The purpose of this study was to determine the impact of stroke on survivors of the condition and to identify their physical and psychosocial needs in rural and regional settings. Data were collected via focus group interviews with stroke survivors, carers and key informants. Data were managed using NUD*IST and analysed using a content analysis method identifying major themes related to the impact of living in the community after having a stroke. It was found that stroke survivors suffered severe physical and emotional effects. The findings also identified the vulnerability of this group and a lack of organised, on-going psychosocial and rehabilitative support. Recommendations are made to enhance the current management of stroke after the acute and subacute phases.
A study exploring older people's participation in their care in acute hospital settings reveals both consumers' and nurses' views of participation. Using a critical ethnographic design, data were collected through participant observation and interviews from consumers in acute care settings who were over 70 years old and nurses who were caring from them. Thematic analysis identified that older people equated participation with being independent. Importantly, consumers highlighted the complexity of the notion of participation when describing situations where they were unable to participate in their own care. The difficulties in communicating with health professionals and an inability to administer their own medications in inpatient settings were identified as barriers to participation. Understanding what consumers believe participation means provides a starting point for developing meaningful partnerships between health professionals and people receiving care.
This paper will examine and discuss some of the strengths and weaknesses of conceiving nursing as a form of praxis, encompassing within this, the idea that in order to conceive nursing as a form of praxis, reflection has to be considered a key component. It will be argued that praxis can (and should) become a practical process and that, when applied to one's own nursing practice, changes, reshapes and allows one to discover new meanings (or, draws out the meanings which were always there). Clearly there are many different forms, understandings and applications of the term praxis and this paper will examine some of the tensions and the nexus that exist. These claims will be supported by using personal-professional journal extracts as a catalyst, showing that there is potential for closing the theory-practice gap through more in-depth reflection, and that this examination using reflective techniques will demonstrate that nurses, by using this process develop their own implicit personal nursing theories. Using one's colleagues as a critical resource allows what might be described as ongoing reflection to occur, where critical friends in both theoretical and practice worlds act as a dialectical catalyst for growth and change, moving toward closing the theory-practice gap.

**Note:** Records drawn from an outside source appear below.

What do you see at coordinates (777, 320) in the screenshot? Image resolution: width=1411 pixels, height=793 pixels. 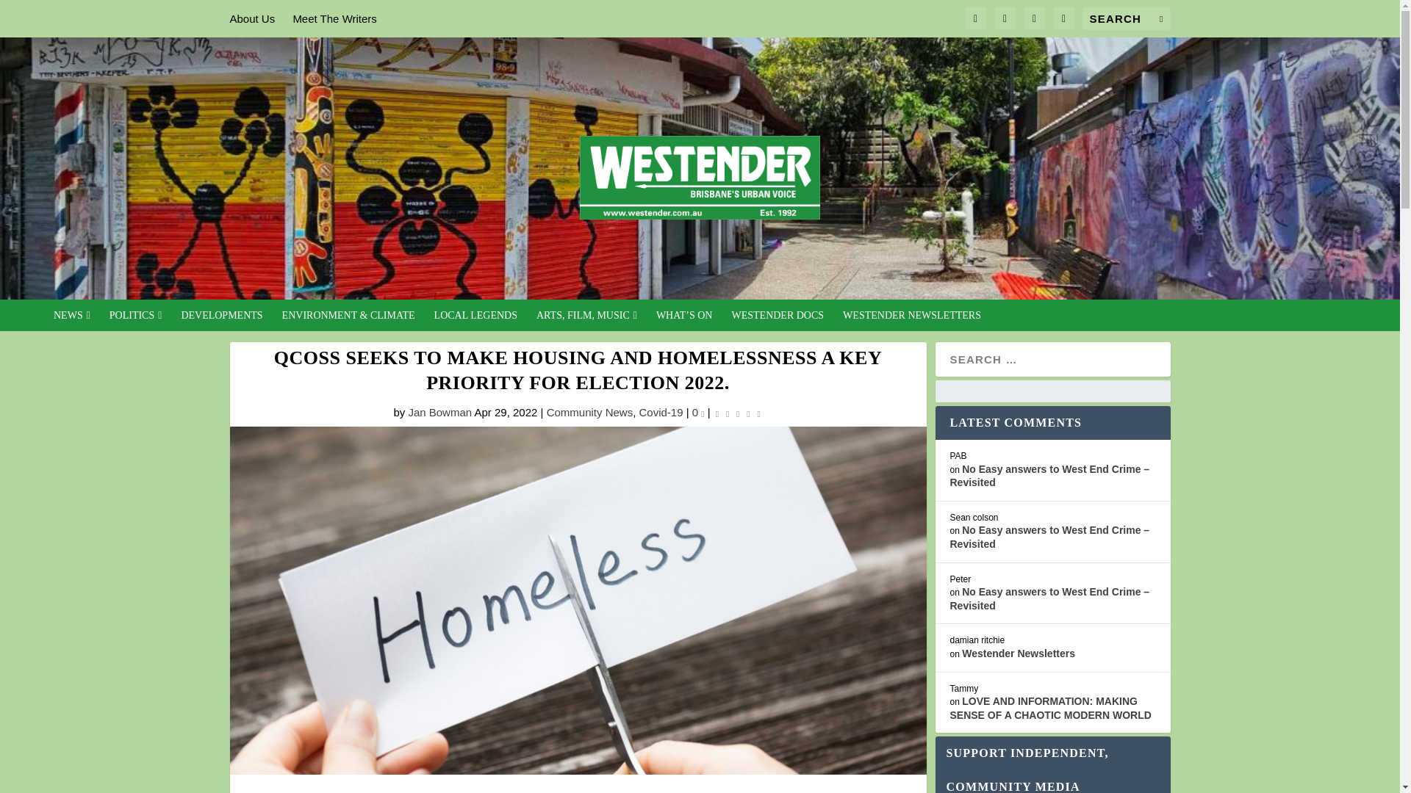 I see `WESTENDER DOCS` at bounding box center [777, 320].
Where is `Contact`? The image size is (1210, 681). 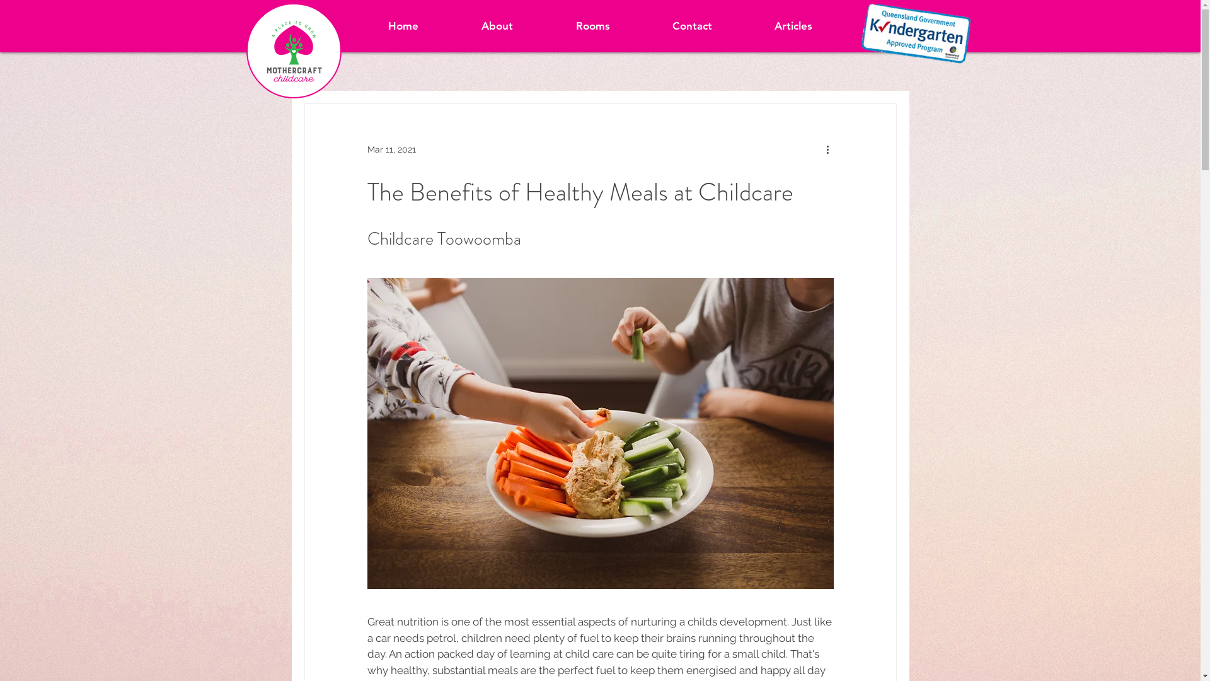
Contact is located at coordinates (692, 26).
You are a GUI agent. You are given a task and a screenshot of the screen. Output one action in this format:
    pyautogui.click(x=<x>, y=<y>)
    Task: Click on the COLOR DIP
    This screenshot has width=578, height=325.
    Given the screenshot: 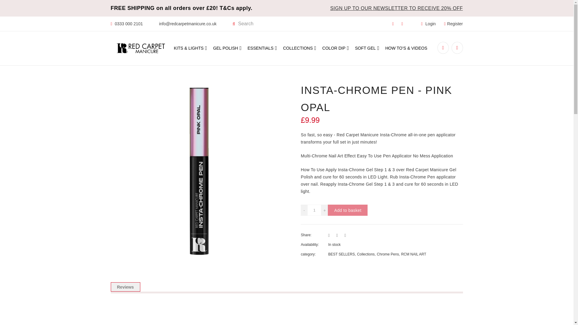 What is the action you would take?
    pyautogui.click(x=335, y=48)
    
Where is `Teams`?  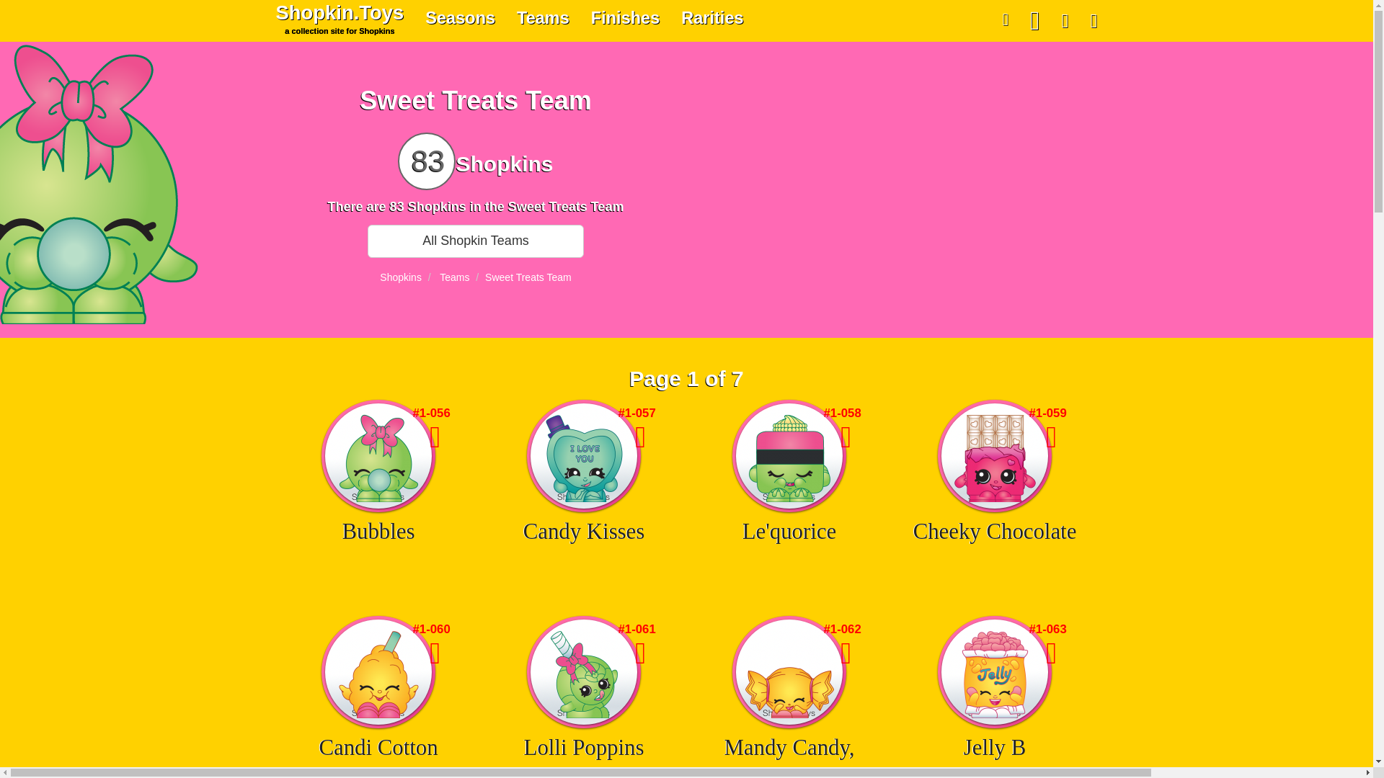 Teams is located at coordinates (454, 277).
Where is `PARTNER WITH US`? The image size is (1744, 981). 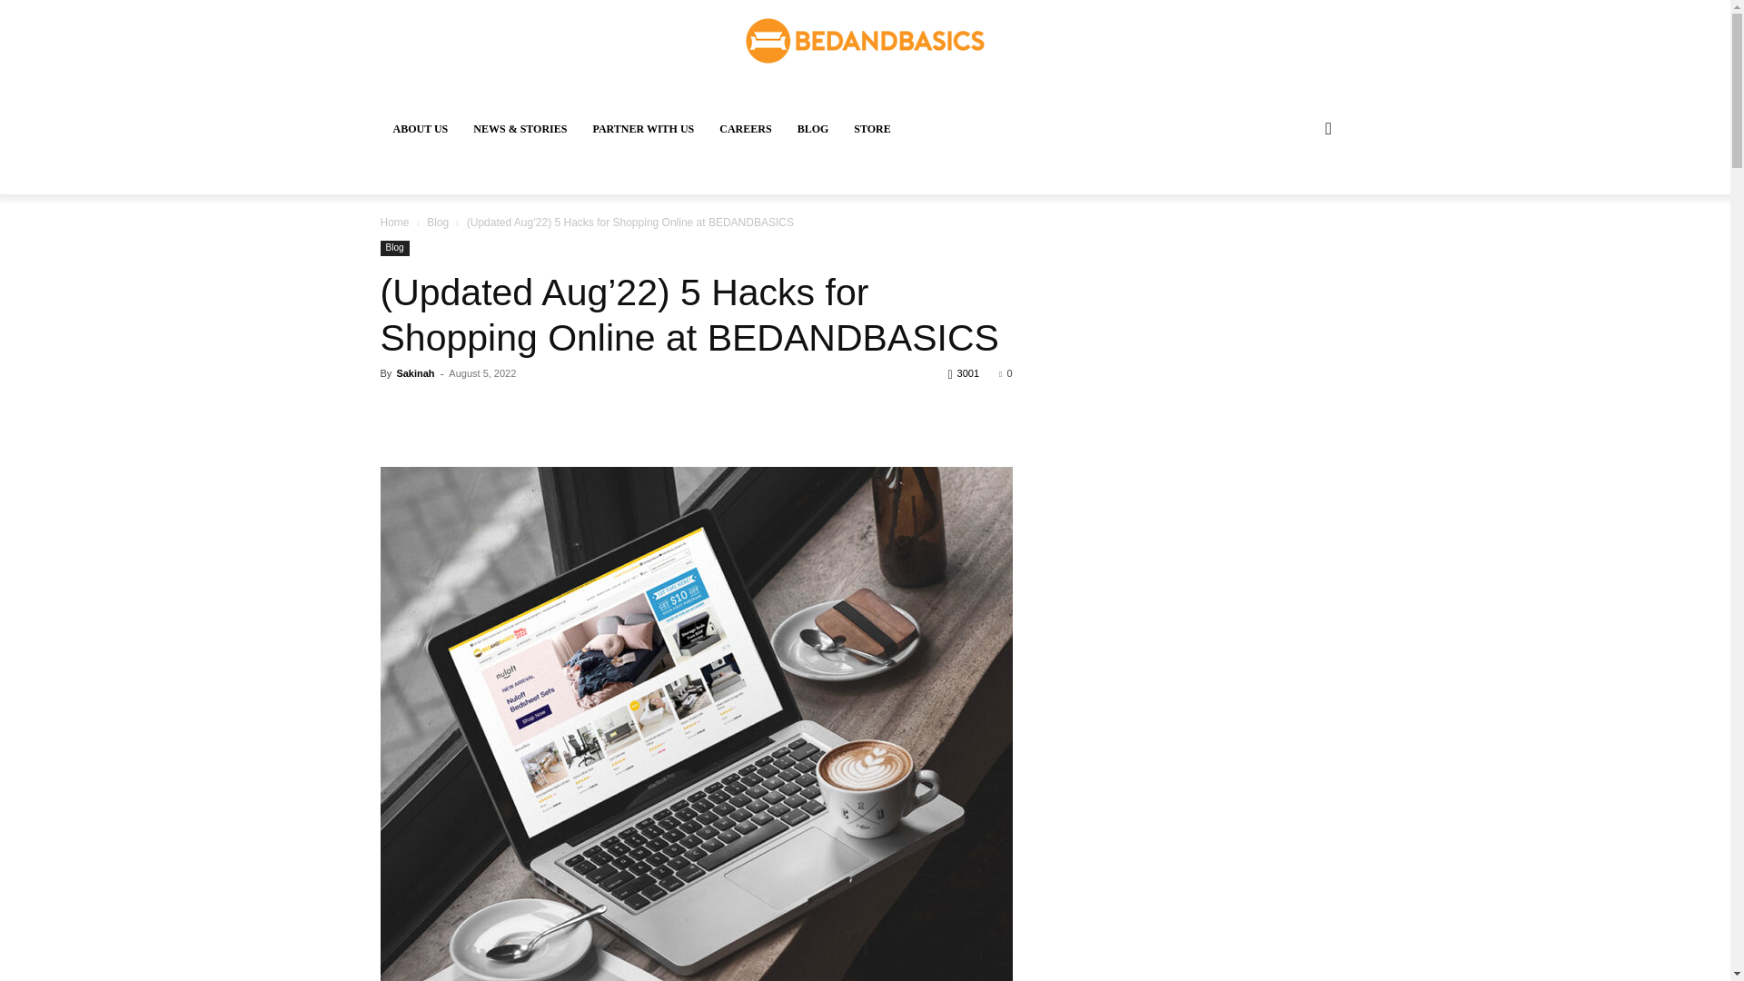 PARTNER WITH US is located at coordinates (642, 129).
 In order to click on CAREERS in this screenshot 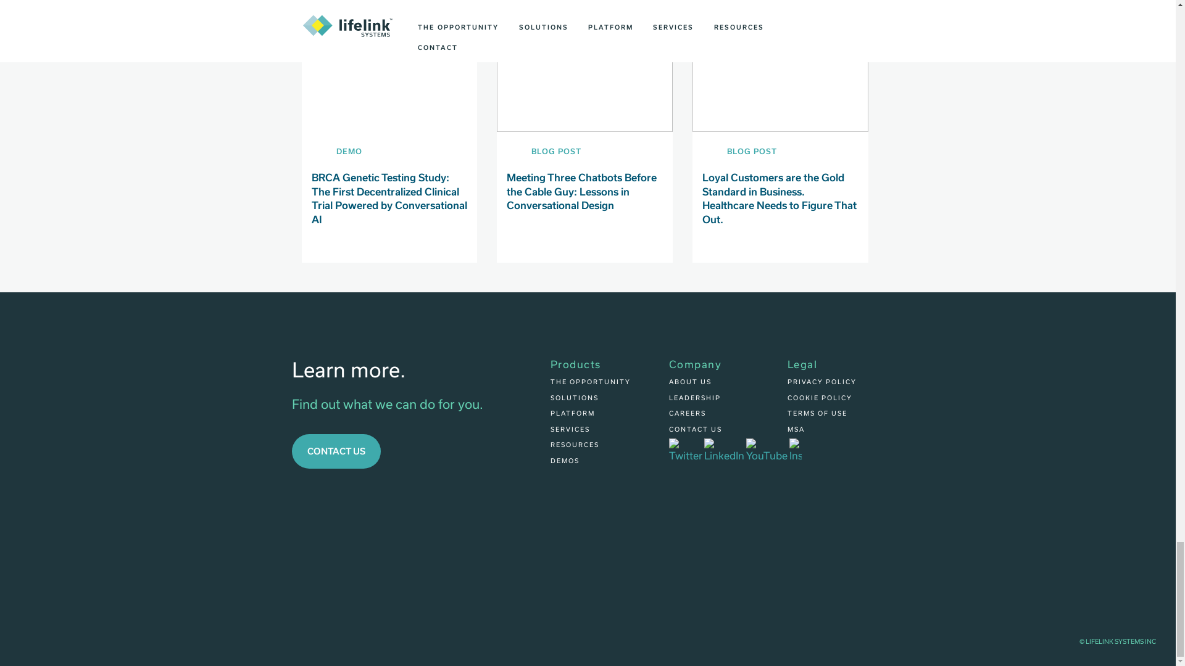, I will do `click(687, 413)`.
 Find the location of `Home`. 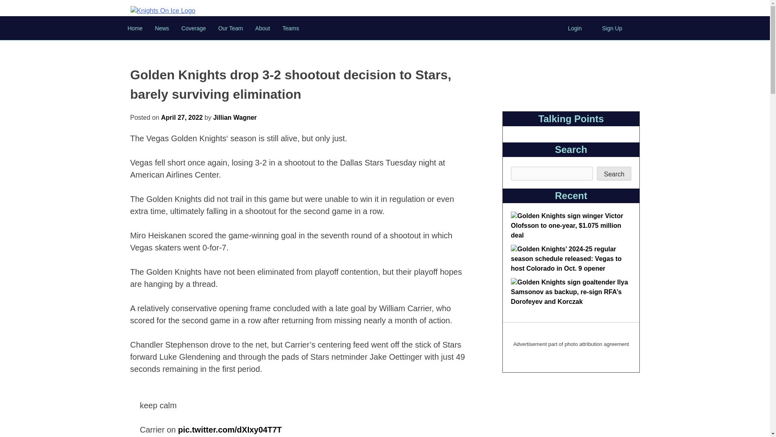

Nurses live and work in complex practice worlds; worlds of shrinking resources and expanding needs. Reflection through journaling offers unique opportunities to gain insight into practice. What might we learn from one's journal? A reflective journal can be a source of interplay between the self as written and the self as other. Likewise, the journal may act to situate ourselves in practice, while at the same time enabling us to illuminate how and in what ways our understandings have become distorted. The extent to which one's journal is educative depends upon the manner in which one chooses to use it as a transformative tool, a tool that might well be described as a process of healing and enlightenment. In order to illustrate the reflexive nature of journaling, this paper is presented as a play reading, where a conversation about practice stories between the different aspects of the nurse's self is depicted. In adopting a play reading, an alternative pedagogical tool is used to illustrate different methodologies exemplifying the emergence of how and in what ways we develop and reconstruct our understanding in nursing.